From the Belleville News Democrat


Posted on Tue, Dec. 21, 2004


$110,000,000: Gordon Maag sues groups behind campaign ads
BY BRIAN BRUEGGEMANN
bbrueggemann@bnd.com

EDWARDSVILLE - Gordon Maag wants the groups who tagged him as the poster boy for what's wrong with the court system to pay him for his election losses.
On Monday he sued for $110 million in Madison County -- which last week was again named the nation's No. 1 judicial hellhole. His attorney is Rex Carr, who counts himself among the top 100 personal injury lawyers in the nation.
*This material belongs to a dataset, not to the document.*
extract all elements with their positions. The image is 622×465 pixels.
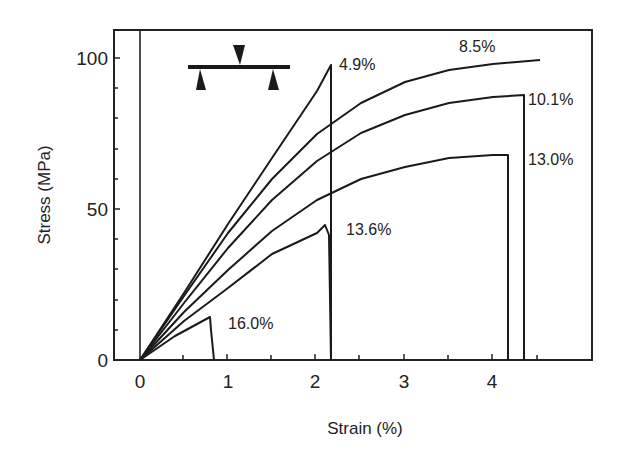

Maag on Nov. 2 lost both the Illinois Supreme Court race and his race to be retained as a 5th District Appellate Court judge. His suit seeks $10 million in actual damages, such as lost wages and benefits, and $100 million to punish the Illinois Chamber of Commerce and its affiliate, the Illinois Coalition for Jobs, Growth and Prosperity, for a flier he claims cost him his seat on the appeals court.
Carr, of Belleville, said a big judgment is needed to deter the defendants and others from similar activity.
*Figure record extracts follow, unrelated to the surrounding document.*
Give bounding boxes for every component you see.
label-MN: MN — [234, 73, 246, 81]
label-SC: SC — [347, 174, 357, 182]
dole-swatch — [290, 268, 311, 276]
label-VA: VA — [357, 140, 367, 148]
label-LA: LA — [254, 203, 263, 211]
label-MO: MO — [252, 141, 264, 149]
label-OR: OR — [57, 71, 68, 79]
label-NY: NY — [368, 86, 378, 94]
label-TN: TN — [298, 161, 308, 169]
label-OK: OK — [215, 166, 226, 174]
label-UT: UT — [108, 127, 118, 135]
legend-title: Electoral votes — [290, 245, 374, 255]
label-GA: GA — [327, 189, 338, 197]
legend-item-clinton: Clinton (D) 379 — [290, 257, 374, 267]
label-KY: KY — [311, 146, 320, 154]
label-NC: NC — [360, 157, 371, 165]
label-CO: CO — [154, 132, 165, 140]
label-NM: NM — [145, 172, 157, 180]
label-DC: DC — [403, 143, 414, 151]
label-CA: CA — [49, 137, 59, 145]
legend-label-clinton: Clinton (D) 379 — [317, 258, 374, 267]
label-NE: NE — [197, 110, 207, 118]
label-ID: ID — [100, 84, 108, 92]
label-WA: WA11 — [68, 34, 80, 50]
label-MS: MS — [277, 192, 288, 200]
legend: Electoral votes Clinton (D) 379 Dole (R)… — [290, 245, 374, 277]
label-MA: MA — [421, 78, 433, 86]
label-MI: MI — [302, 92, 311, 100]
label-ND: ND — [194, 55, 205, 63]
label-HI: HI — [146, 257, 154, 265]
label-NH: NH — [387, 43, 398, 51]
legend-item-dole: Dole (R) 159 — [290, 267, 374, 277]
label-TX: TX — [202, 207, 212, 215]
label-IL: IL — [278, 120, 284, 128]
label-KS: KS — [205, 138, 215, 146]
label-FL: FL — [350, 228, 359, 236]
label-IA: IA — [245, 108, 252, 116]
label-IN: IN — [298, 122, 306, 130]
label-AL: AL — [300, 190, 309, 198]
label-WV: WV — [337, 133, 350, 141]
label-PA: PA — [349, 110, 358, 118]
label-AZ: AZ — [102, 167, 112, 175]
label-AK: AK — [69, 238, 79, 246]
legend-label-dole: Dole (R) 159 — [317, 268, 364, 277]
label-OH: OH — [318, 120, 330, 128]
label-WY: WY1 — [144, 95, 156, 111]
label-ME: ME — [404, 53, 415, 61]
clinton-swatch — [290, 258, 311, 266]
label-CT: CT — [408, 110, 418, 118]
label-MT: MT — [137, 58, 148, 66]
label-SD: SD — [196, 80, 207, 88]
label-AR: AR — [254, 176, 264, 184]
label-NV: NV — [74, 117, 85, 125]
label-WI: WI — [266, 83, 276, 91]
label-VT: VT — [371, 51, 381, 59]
"What they did to Maag through absolute, 100 percent, easily proven lies can be done to any judge," Carr said. "Ten million is not going to stop them. You have to get their attention."
He added, "They're an association made up of a lot of big companies."
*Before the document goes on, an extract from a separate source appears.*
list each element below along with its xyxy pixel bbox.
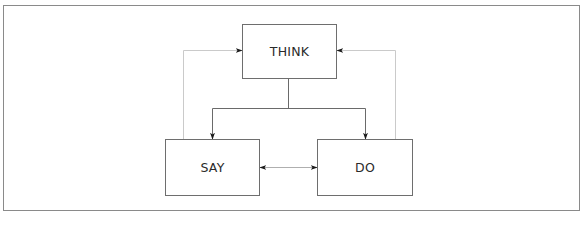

The flier criticizes Maag, a Democrat from Glen Carbon, as being soft on criminals and a reason employers have left the region.
For example, one paragraph states: "Judge Maag reduced a criminal's sentence for a brutal stabbing because he didn't think it was 'exceptionally brutal' and 'wantonly cruel' ... the victim was stabbed in the face, neck and chest with a butcher knife."
Another paragraph states: "Judge Maag overturned a first-degree murder conviction because the jury was not given the correct instructions for a lesser crime ... huh?"
Republican Lloyd Karmeier, who defeated Maag in the Supreme Court race, also complained during the campaign that advertising paid for by Maag's supporters twisted his judicial record. In fact, both candidates were asked by an Illinois State Bar Association committee, which was monitoring the campaign, to disavow certain advertisements, but neither did so.
Cindi Canary, director of the Illinois Campaign for Political Reform, said her group was concerned about campaign ads on both sides.
"It was an ugly election all around," Canary said. "Whether this particular piece was more egregious than the others, I can't say. But it was an ugly election all around."
She added, "I think, again, this shows you this is absolutely not the way to have a Supreme Court election."
Maag needed approval from 60 percent of the voters to retain his seat on the appeals court in Mount Vernon. He got approval from about 55 percent.
Carr said: "This defeat of Judge Maag, through these lies, absolute lies, is a warning shot to any other judge: 'Look, we did it to Maag, we can do it to you.'"
The suit was filed in Madison County. The county was a center of attention during the state Supreme Court race because of its reputation of being a good place to sue.
Neither Doug Whitley, president of the Illinois Chamber of Commerce, nor Ronald Gidwitz, chairman of Illinois Coalition for Jobs, Growth and Prosperity, could be reached.